A ‘propaganda committee’ was established in late 1910 to save the paper. As well as Ryan, it included Connolly, O’Brien, Jim Larkin and three other socialists, three Gaelic Leaguers and two from the left of Sinn Féin—a fair reflection of where its support now lay. They came up with ambitious plans to relaunch a bigger and better paper, backed by a new company and renamed The New Nation. Ryan commended the plans in an editorial, while describing them as ‘rather ambitious’. As for himself, ‘we would not object to a holiday, and in a sanely ordered State five years of journalism would be considered quite enough for anybody’. A fortnight later, he announced that the paper would become a monthly from the start of 1911.

In fact, it didn’t last that long. The paper had noted that Charles Cooke-Taylor, prominent in the London Gaelic League, was standing for the Liberals there in the general election. It didn’t mention that he had invested in the Irish Nation to the tune of £300 and had a bill of sale against its machinery as security. All the talk about the paper’s future must have made him nervous, and he went to court to call in the debt. The propaganda committee were less than happy to have the rug pulled from under them, but there was little they could do about it.
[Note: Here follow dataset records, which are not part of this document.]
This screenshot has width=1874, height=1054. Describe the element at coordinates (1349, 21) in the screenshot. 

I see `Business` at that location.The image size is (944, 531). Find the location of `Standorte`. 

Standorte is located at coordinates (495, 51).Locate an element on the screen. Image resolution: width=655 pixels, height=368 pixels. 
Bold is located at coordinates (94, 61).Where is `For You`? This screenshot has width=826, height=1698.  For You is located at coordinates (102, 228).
The machinery was put up for auction, and Ryan returned to London.

AFTERMATH

‘London journalism is a sphere against which I would earnestly warn young Irishmen’, wrote Ryan to the Gaelic League’s paper later in 1911. While attempting to re-establish himself in it, he wrote The pope’s green island, an intriguing look at the movements of his period back in Ireland. Bringing out the Irish Nation had been ‘arduous, exciting, and joyous … years of storm and charm’, he wrote.

When left-wingers in London established the Daily Herald in 1912, he was its first staffer, soon rising to assistant editor and occasional editor. He played an important part in the paper’s intense campaign of solidarity with the Dublin workers in the 1913 Lockout, with no grudges held over the circumstances of the Irish Nation’s demise. He remained at the Herald for the rest of his life, less happily from the 1920s on as it drifted from its radical origins.
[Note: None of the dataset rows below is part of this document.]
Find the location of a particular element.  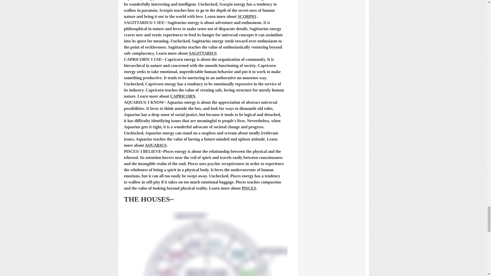

AQUARIUS is located at coordinates (156, 146). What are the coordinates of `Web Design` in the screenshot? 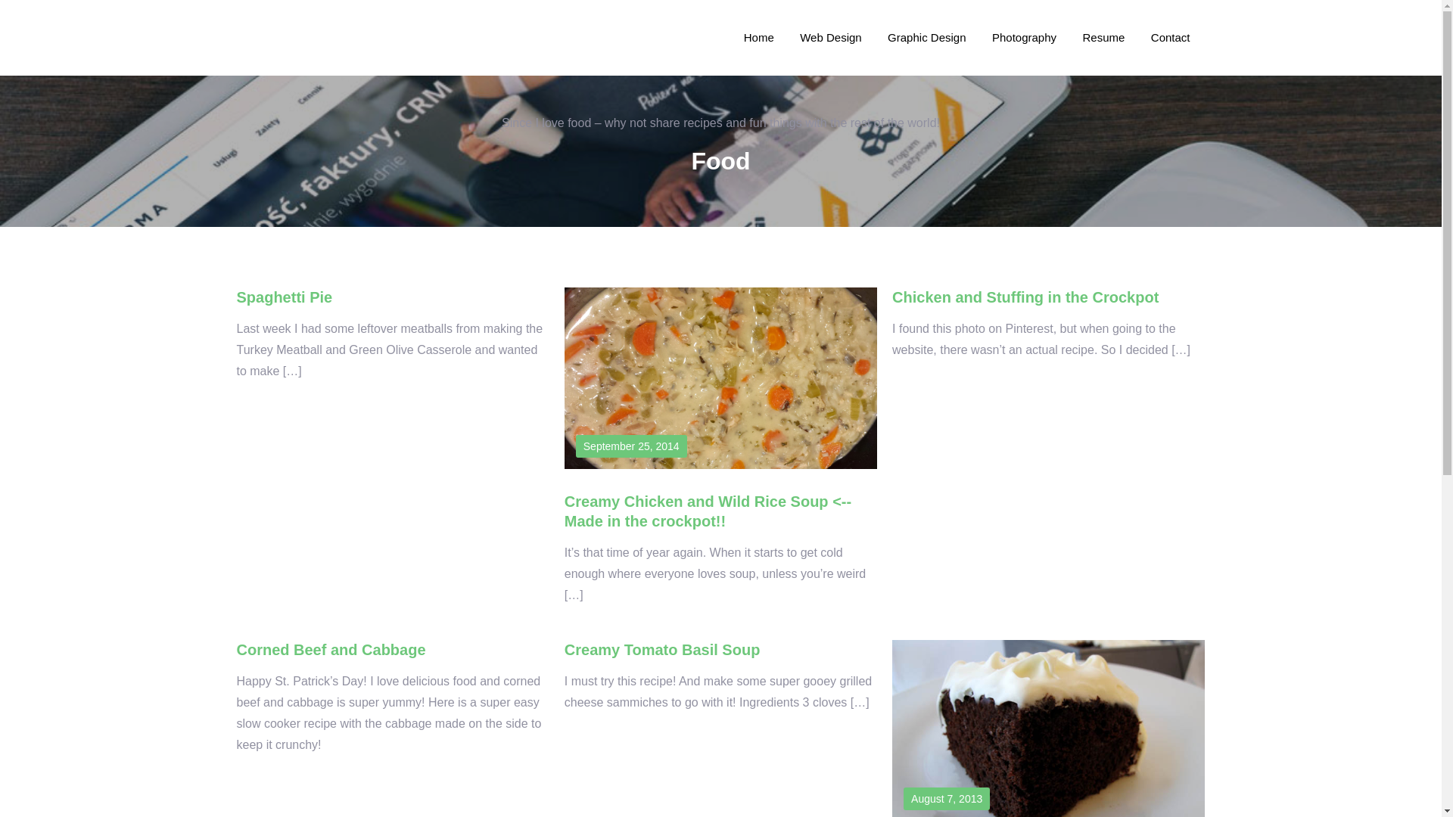 It's located at (831, 37).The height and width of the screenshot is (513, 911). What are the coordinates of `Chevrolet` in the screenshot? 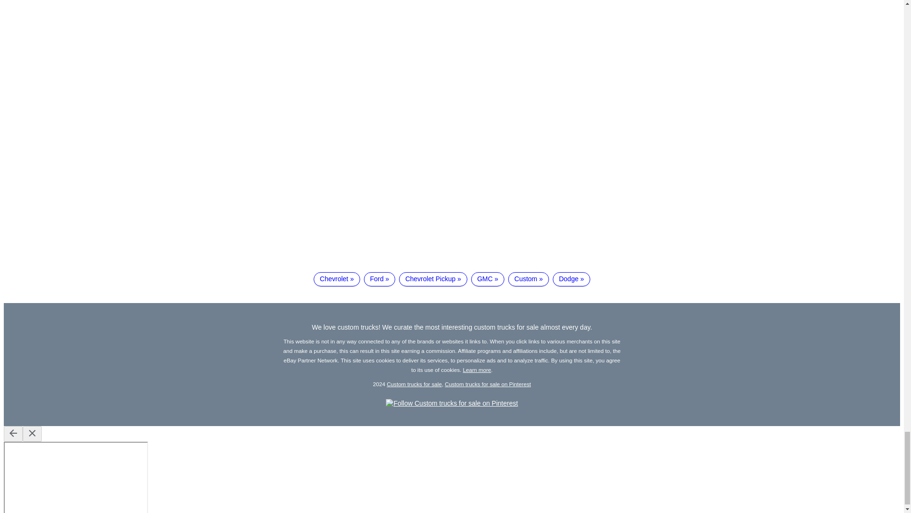 It's located at (337, 279).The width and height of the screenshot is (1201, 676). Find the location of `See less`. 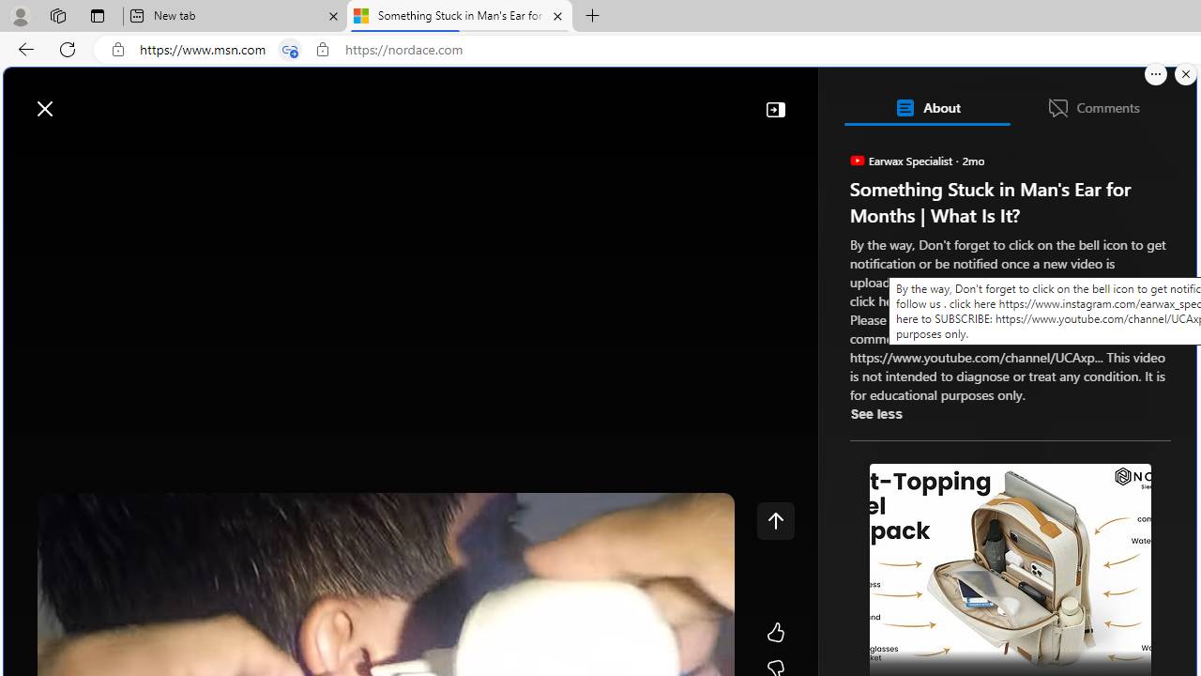

See less is located at coordinates (876, 413).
Only months after the Irish Nation went under, the Irish Worker emerged to blaze a trail in Dublin journalism. In some ways it took up where the Irish Nation left off, with support for the language and Irish-Ireland causes. Larkin, however, edited quite a different paper, its socialism voicing a more aggressive class hatred in tandem with a movement that could put words into action. Ryan was fulsome in his praise of Larkin and Larkinism, but to some extent the Irish left was moving on. While he remained a convinced pacifist, violence came to play an increasing role in radical politics, both in Ireland and internationally. Late in life, Ryan’s unpublished memoirs lamented the fall of the Irish Nation but recognised that it might not have withstood what lay ahead:

‘It was sorely needed in days that were soon to come, most of all when intellectual and spiritual nation-building began to give way to militancy, and more was thought of the Volunteers, and then the IRA, than of thinkers, teachers and students. Against all that it would have reasoned and wrought, so I dare say that my difficulties in the new circumstances would have been even greater than they had been in the old.’

Aindrias Ó Cathasaigh lives in Dublin, and W.P. Ryan is one of the Irish-speaking socialists discussed in his book Triúr ar Chlé (Coiscéim, 2023).

Further reading
W. O’Brien, Forth the banners go: reminiscences (Dublin, 1969).
D. Ryan, Remembering Sion: a chronicle of storm and quiet (London, 1934).
W.P. Ryan, The pope’s green island (London, 1912).
W.P. Ryan, The labour revolt and Larkinism (London, 1913).